Cloud computing and the rise of microservices architecture bring a wide range of benefits to software development, but the dynamic, distributed nature of these environments presents a new set of observability challenges. We believe an open source, community-driven approach is the best way to address these challenges.
Observability should work out-of-the-box, be on by default, and use open standards. That’s why I am excited by the bold steps we are taking today to make observability open, frictionless, and part of every developer workflow.
Observability and the CNCF
Today we announce that New Relic is a platinum member of the Cloud Native Computing Foundation (CNCF). CNCF is part of the Linux Foundation and promotes the collaborative development of open source, cloud native computing and serves as the vendor-neutral home for many of the open source projects that are defining industry best practices, including Kubernetes, Prometheus, and OpenTelemetry.

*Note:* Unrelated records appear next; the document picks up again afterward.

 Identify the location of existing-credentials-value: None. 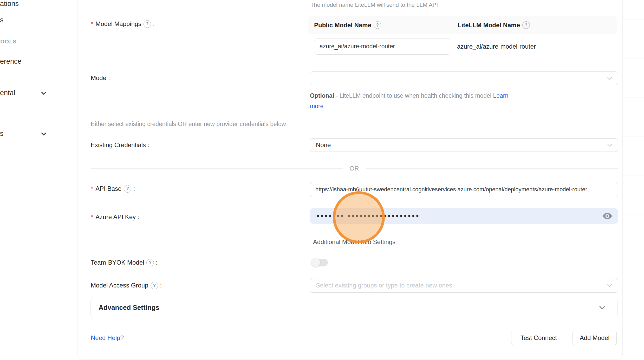
(323, 145).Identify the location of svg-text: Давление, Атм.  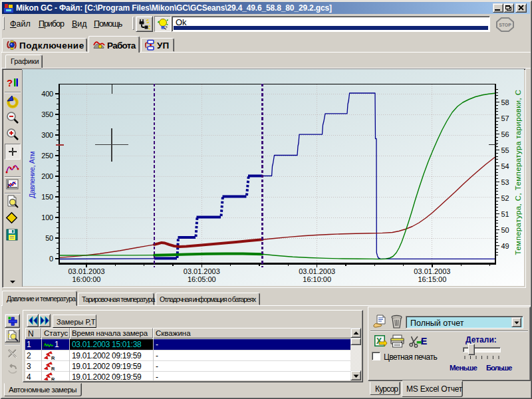
(32, 175).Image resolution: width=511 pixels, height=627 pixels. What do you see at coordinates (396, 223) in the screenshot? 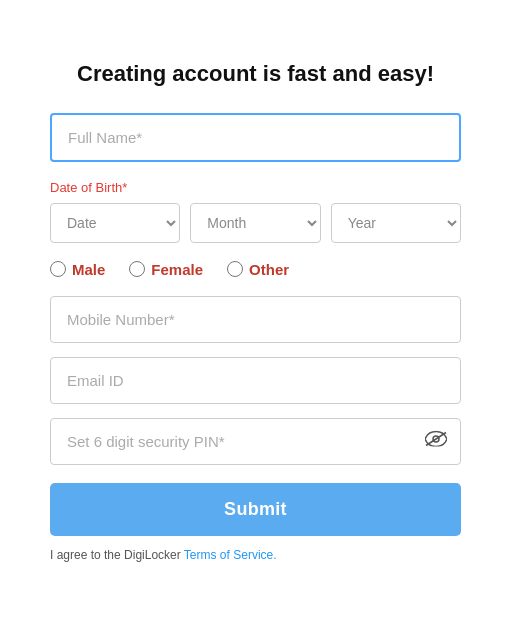
I see `year-select: Year 202420232022 201520102005 200019951…` at bounding box center [396, 223].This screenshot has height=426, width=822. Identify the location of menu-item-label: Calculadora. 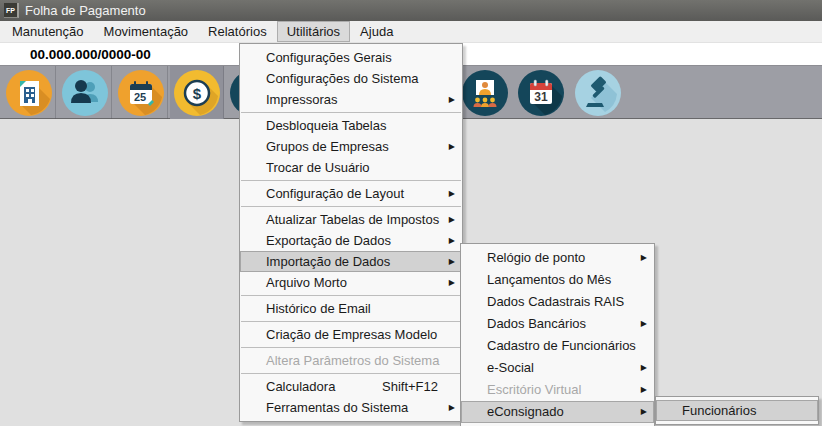
(300, 386).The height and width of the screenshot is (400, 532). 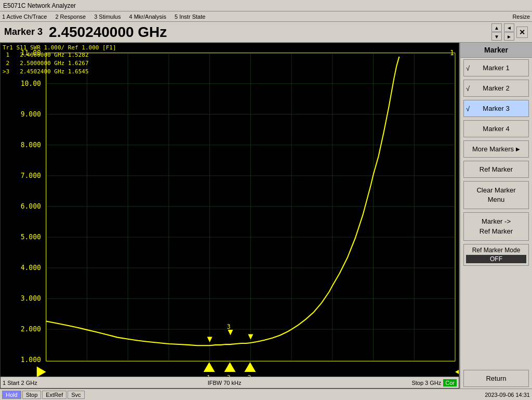 What do you see at coordinates (224, 383) in the screenshot?
I see `ifbw-section: IFBW 70 kHz` at bounding box center [224, 383].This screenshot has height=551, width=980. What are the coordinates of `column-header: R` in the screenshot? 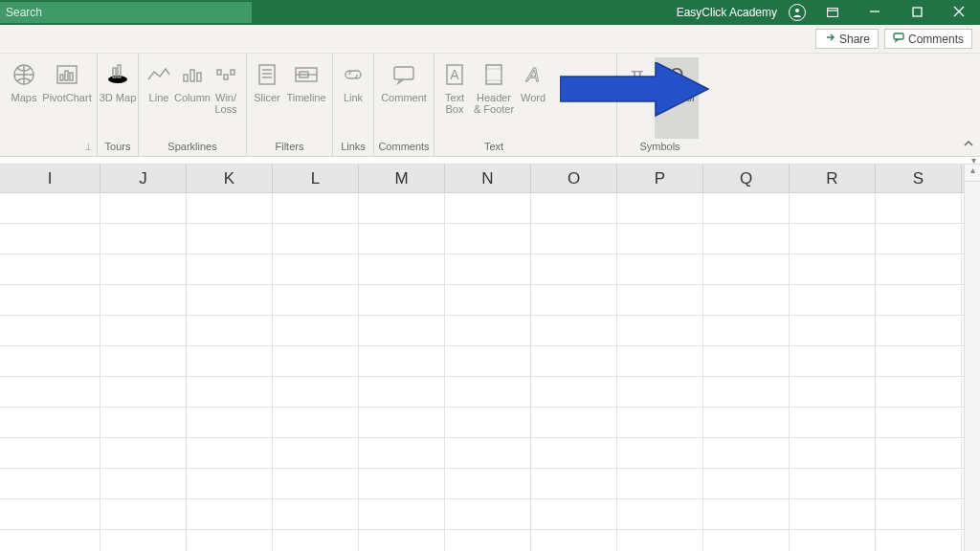 It's located at (833, 178).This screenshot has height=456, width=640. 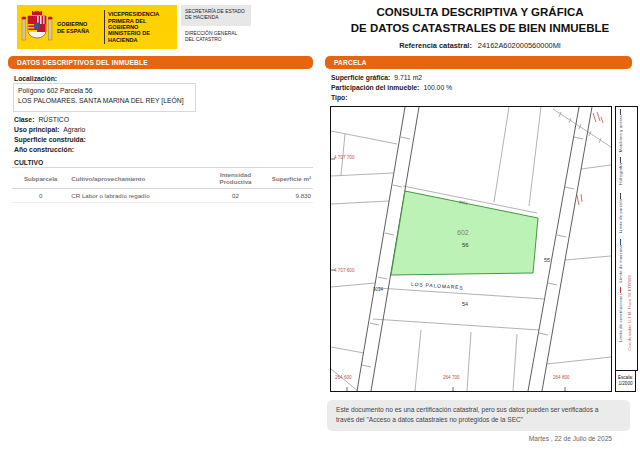 What do you see at coordinates (46, 150) in the screenshot?
I see `field-anio-construccion: Año construcción:` at bounding box center [46, 150].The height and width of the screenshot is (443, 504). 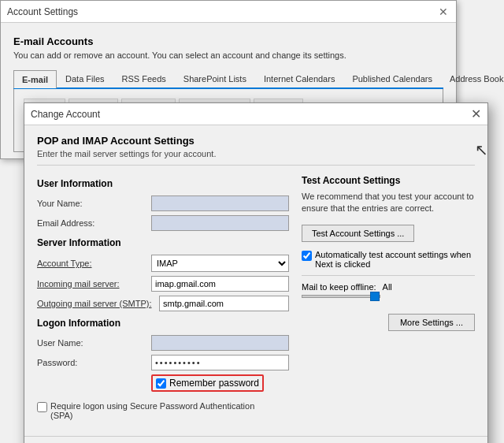 What do you see at coordinates (43, 407) in the screenshot?
I see `spa-checkbox` at bounding box center [43, 407].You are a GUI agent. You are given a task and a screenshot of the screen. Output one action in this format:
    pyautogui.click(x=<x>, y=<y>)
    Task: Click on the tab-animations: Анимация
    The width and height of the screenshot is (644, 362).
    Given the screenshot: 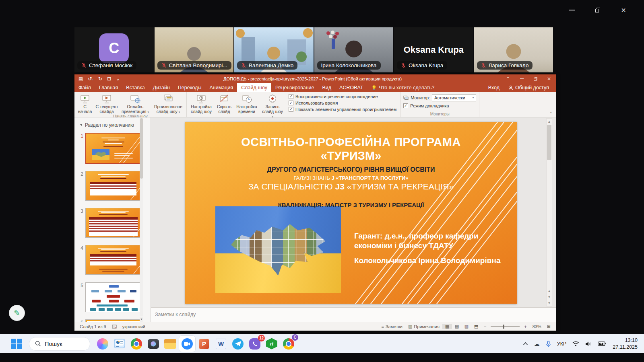 What is the action you would take?
    pyautogui.click(x=221, y=88)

With today’s announcement, Zain Asgar, GM of Pixie and New Relic Open Source, is joining the CNCF governing board, and we are committed to providing governance, thought leadership, and engineering resources to help shape and influence the direction of cloud native observability. We are proud to be the first observability vendor to pledge this level of commitment to the community.
Pixie is now open source
We have also open sourced Pixie, and we are in the process of contributing it to CNCF under an Apache 2.0 license. When we acquired Pixie Labs in December 2020, we were enthralled by the instant visibility this platform delivers for cloud native applications without any code changes.

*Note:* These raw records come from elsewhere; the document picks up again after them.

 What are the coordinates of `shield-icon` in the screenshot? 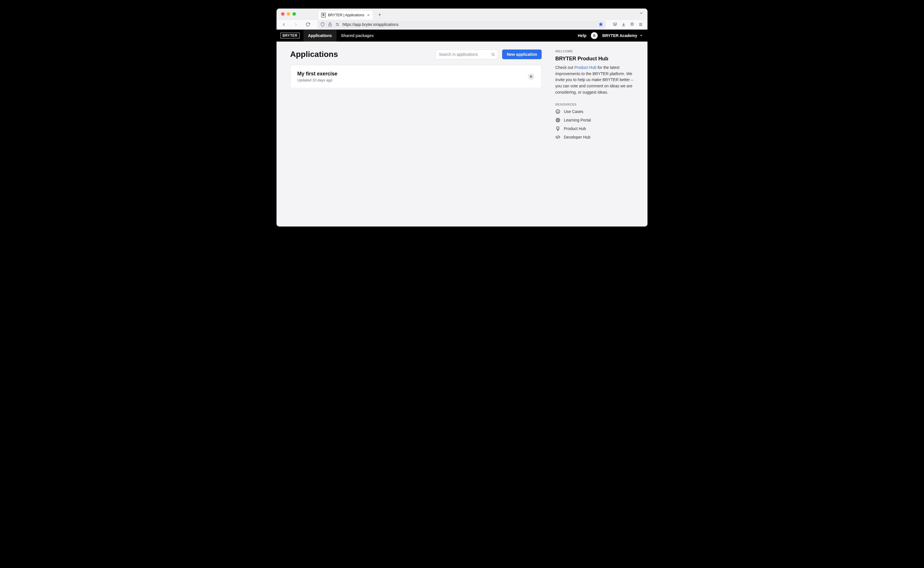 It's located at (323, 24).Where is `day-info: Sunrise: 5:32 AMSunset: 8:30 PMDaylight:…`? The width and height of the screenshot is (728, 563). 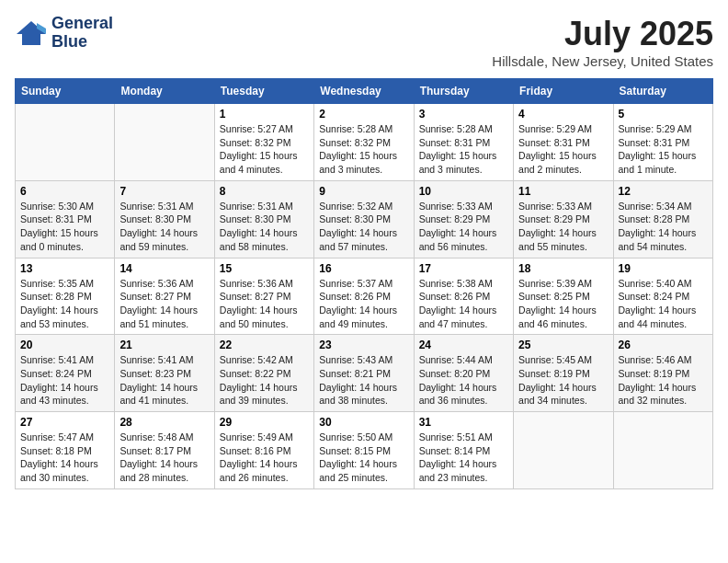
day-info: Sunrise: 5:32 AMSunset: 8:30 PMDaylight:… is located at coordinates (364, 226).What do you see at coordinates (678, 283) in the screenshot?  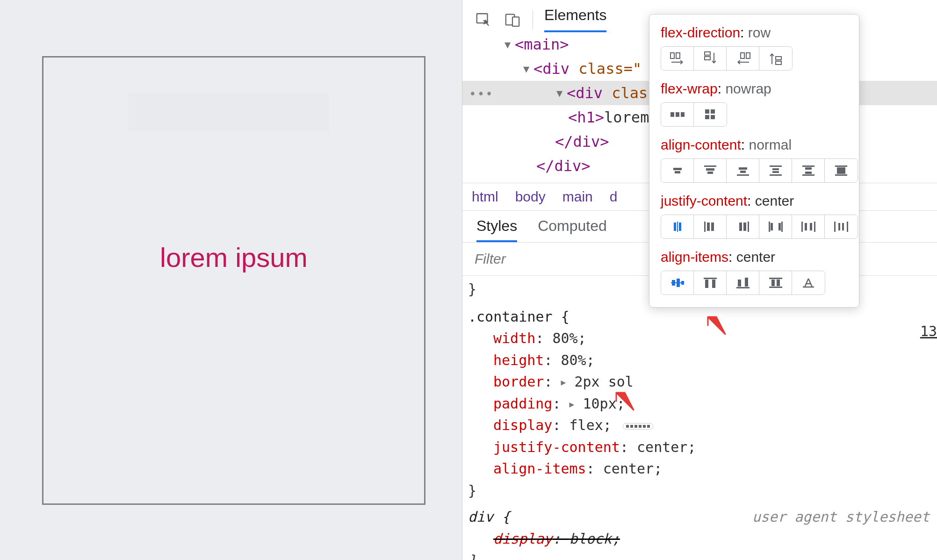 I see `align-items-center-icon` at bounding box center [678, 283].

In 2008, New Relic was the first SaaS company that enabled engineers to instantly monitor their Ruby applications. It was a magical moment, and today Pixie redelivers this experience. With one command, you can light up your entire cloud environment and get telemetry immediately. We believe all developers should get access to this phenomenal developer experience that reduces friction to observability and saves valuable time that you can use for developing better software. To make that happen, we are also devoting a majority of Pixie’s engineering resources to this open source project.
Our commitment to open source and CNCF extends beyond our platinum membership, governing board seat, and Pixie contribution. All our instrumentation agents, integrations, and SDKs are available in open source, giving developers access to our turnkey instrumentation so they can customize to their needs. OpenTelemetry is the instrumentation standard going forward in New Relic. To make it easy to adopt this open standard of instrumentation, we are providing a native OpenTelemetry protocol endpoint to ingest data and curated, first-class out-of-the-box user experiences that simplify analysis and troubleshooting. New Relic is also a founding member of Eclipse Adoptium, a leading provider of fully compatible, high-quality distributions of Java runtimes based on OpenJDK source codes.
Pixie on AWS
We are on a mission to make observability part of every developer’s workflow and we can’t do that alone. Last fall, we announced a strategic collaboration agreement with AWS to accelerate innovation and cloud migration for our shared customers. We are excited to extend our collaboration with AWS on Pixie, to provide Pixie Open Source on AWS Cloud. Get started today with Pixie on Amazon Elastic Kubernetes Service (EKS).
We are all in on open source
We believe in the power of open source. That’s why we are joining the governing board of CNCF and making a bold bet by open sourcing Pixie. We know what a dedicated team of engineers working in open collaboration can achieve, and we’re excited to play a part in shaping the future of open source observability.